Cook's knock, his third highest in Tests, saw him set a new Edgbaston benchmark and earned a rousing reception from the stands, while Dawid Malan's knock of 65 – a career high in the longest format – also contributed to England's imposing first-innings total of 8-514 declared.
Having taken a hammering with the ball, the tourists lost Kraigg Brathwaite (0) early in their reply, but Kieran Powell (18 not out) - dropped on two - and Kyle Hope (25no) battled on before play was brought to a premature close in the final session due to rain.
PLAY ABANDONED: West Indies 44/1 at the close after we declared on 514/8 #ENGvWI
— England Cricket (@englandcricket) August 18, 2017
Play will resume tomorrow at a revised time of 1.30pm. pic.twitter.com/9KiavrvLxO
A mix of continued favourable batting conditions and lack of spark from a lacklustre Windies attack allowed Cook to coast towards a fourth Test double century in the opening session.
The landmark was reached in a way that rather epitomised the Windies' misery when Cook slashed a single to third man, only for Hope to comically trip over his own feet and allow the ball to trickle to the boundary.
That was met with an almost sheepish raise of the bat from Cook, while at the other end Malan – who saw a thick edge evade slip when on two on Thursday – reached a personal milestone of his own.
His overnight 28 was turned into a first Test fifty with a drilled pull through square leg and Malan will be disappointed that he poked Roston Chase behind on the stroke of tea with runs there for the taking.

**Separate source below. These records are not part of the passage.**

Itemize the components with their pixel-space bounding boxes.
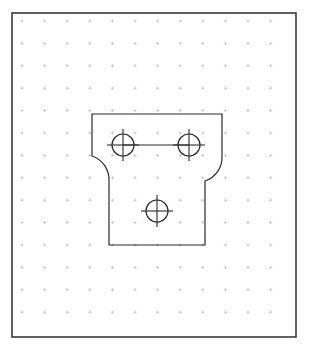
grid-dot — [201, 19, 204, 22]
grid-dot — [43, 154, 46, 157]
grid-dot — [133, 19, 136, 22]
dot-grid — [20, 19, 272, 313]
grid-dot — [43, 109, 46, 112]
grid-dot — [179, 87, 182, 90]
grid-dot — [156, 19, 159, 22]
grid-dot — [20, 42, 23, 45]
grid-dot — [66, 64, 69, 67]
grid-dot — [43, 221, 46, 224]
grid-dot — [246, 221, 249, 224]
grid-dot — [88, 266, 91, 269]
grid-dot — [20, 288, 23, 291]
grid-dot — [224, 42, 227, 45]
grid-dot — [43, 19, 46, 22]
grid-dot — [224, 19, 227, 22]
grid-dot — [88, 109, 91, 112]
grid-dot — [43, 199, 46, 202]
grid-dot — [88, 311, 91, 314]
grid-dot — [43, 243, 46, 246]
grid-dot — [133, 199, 136, 202]
grid-dot — [133, 176, 136, 179]
grid-dot — [111, 288, 114, 291]
grid-dot — [246, 176, 249, 179]
grid-dot — [224, 266, 227, 269]
hole-top-left[interactable] — [107, 129, 139, 161]
grid-dot — [201, 64, 204, 67]
grid-dot — [111, 176, 114, 179]
grid-dot — [246, 154, 249, 157]
grid-dot — [66, 154, 69, 157]
grid-dot — [20, 154, 23, 157]
cad-canvas-root: Orthographic Sketch View Front View mm — [0, 0, 309, 349]
hole-bottom-center[interactable] — [141, 195, 173, 227]
grid-dot — [133, 154, 136, 157]
grid-dot — [111, 199, 114, 202]
grid-dot — [179, 19, 182, 22]
grid-dot — [43, 87, 46, 90]
grid-dot — [111, 87, 114, 90]
grid-dot — [179, 64, 182, 67]
grid-dot — [156, 154, 159, 157]
grid-dot — [269, 19, 272, 22]
grid-dot — [224, 243, 227, 246]
grid-dot — [156, 87, 159, 90]
grid-dot — [179, 288, 182, 291]
grid-dot — [156, 176, 159, 179]
grid-dot — [88, 87, 91, 90]
grid-dot — [133, 311, 136, 314]
grid-dot — [133, 221, 136, 224]
grid-dot — [201, 176, 204, 179]
grid-dot — [246, 243, 249, 246]
grid-dot — [156, 42, 159, 45]
grid-dot — [269, 176, 272, 179]
drawing-surface[interactable] — [0, 0, 309, 349]
grid-dot — [66, 266, 69, 269]
grid-dot — [224, 109, 227, 112]
grid-dot — [156, 131, 159, 134]
grid-dot — [133, 131, 136, 134]
grid-dot — [133, 87, 136, 90]
grid-dot — [20, 19, 23, 22]
grid-dot — [224, 221, 227, 224]
grid-dot — [269, 311, 272, 314]
grid-dot — [20, 87, 23, 90]
grid-dot — [179, 154, 182, 157]
grid-dot — [133, 109, 136, 112]
grid-dot — [156, 109, 159, 112]
grid-dot — [111, 19, 114, 22]
grid-dot — [66, 243, 69, 246]
grid-dot — [246, 199, 249, 202]
grid-dot — [246, 131, 249, 134]
grid-dot — [66, 42, 69, 45]
grid-dot — [133, 266, 136, 269]
grid-dot — [88, 243, 91, 246]
grid-dot — [66, 131, 69, 134]
grid-dot — [43, 266, 46, 269]
grid-dot — [20, 109, 23, 112]
grid-dot — [20, 243, 23, 246]
grid-dot — [224, 131, 227, 134]
grid-dot — [88, 199, 91, 202]
grid-dot — [88, 221, 91, 224]
grid-dot — [133, 288, 136, 291]
grid-dot — [88, 131, 91, 134]
grid-dot — [20, 266, 23, 269]
grid-dot — [66, 311, 69, 314]
grid-dot — [201, 311, 204, 314]
hole-top-right[interactable] — [173, 129, 205, 161]
grid-dot — [66, 19, 69, 22]
grid-dot — [201, 131, 204, 134]
grid-dot — [201, 266, 204, 269]
grid-dot — [269, 199, 272, 202]
grid-dot — [224, 87, 227, 90]
grid-dot — [66, 199, 69, 202]
grid-dot — [269, 154, 272, 157]
grid-dot — [20, 64, 23, 67]
grid-dot — [111, 221, 114, 224]
grid-dot — [224, 311, 227, 314]
grid-dot — [269, 266, 272, 269]
grid-dot — [246, 311, 249, 314]
grid-dot — [20, 199, 23, 202]
grid-dot — [201, 87, 204, 90]
grid-dot — [224, 288, 227, 291]
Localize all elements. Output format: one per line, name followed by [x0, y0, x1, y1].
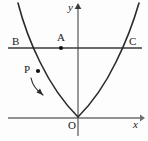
point-b-label: B: [12, 36, 19, 47]
geometry-figure: B A C P O x y: [0, 0, 148, 141]
point-p-label: P: [24, 64, 30, 75]
x-axis-arrowhead: [140, 115, 145, 122]
point-p-dot: [36, 69, 40, 73]
point-a-dot: [59, 46, 63, 50]
point-c-label: C: [129, 36, 136, 47]
point-a-label: A: [57, 32, 65, 43]
y-axis-arrowhead: [75, 3, 82, 9]
x-axis-label: x: [133, 119, 138, 130]
p-motion-arrow: [31, 78, 43, 95]
y-axis-label: y: [68, 2, 73, 13]
origin-label: O: [68, 120, 76, 131]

Cook continued to plod on, but Ben Stokes (10), Jonny Bairstow (18) and Moeen Ali (0) failed to add meaningful scores.
When the improving Chase (4-113) had Cook trapped lbw, after a successful review, that prompted a swift declaration and rapturous applause from the Edgbaston crowd.
England made a quick breakthrough when Brathwaite nipped James Anderson behind to Bairstow.
Powell's loose slash off Stuart Broad was then wastefully dropped by the usually reliable Stokes at gully on two.
There were few other chances for the bowlers, though, as Anderson was tamed and Broad struggled to get to grips with the pink ball, but the visitors will begin day three still 470 runs in arrears.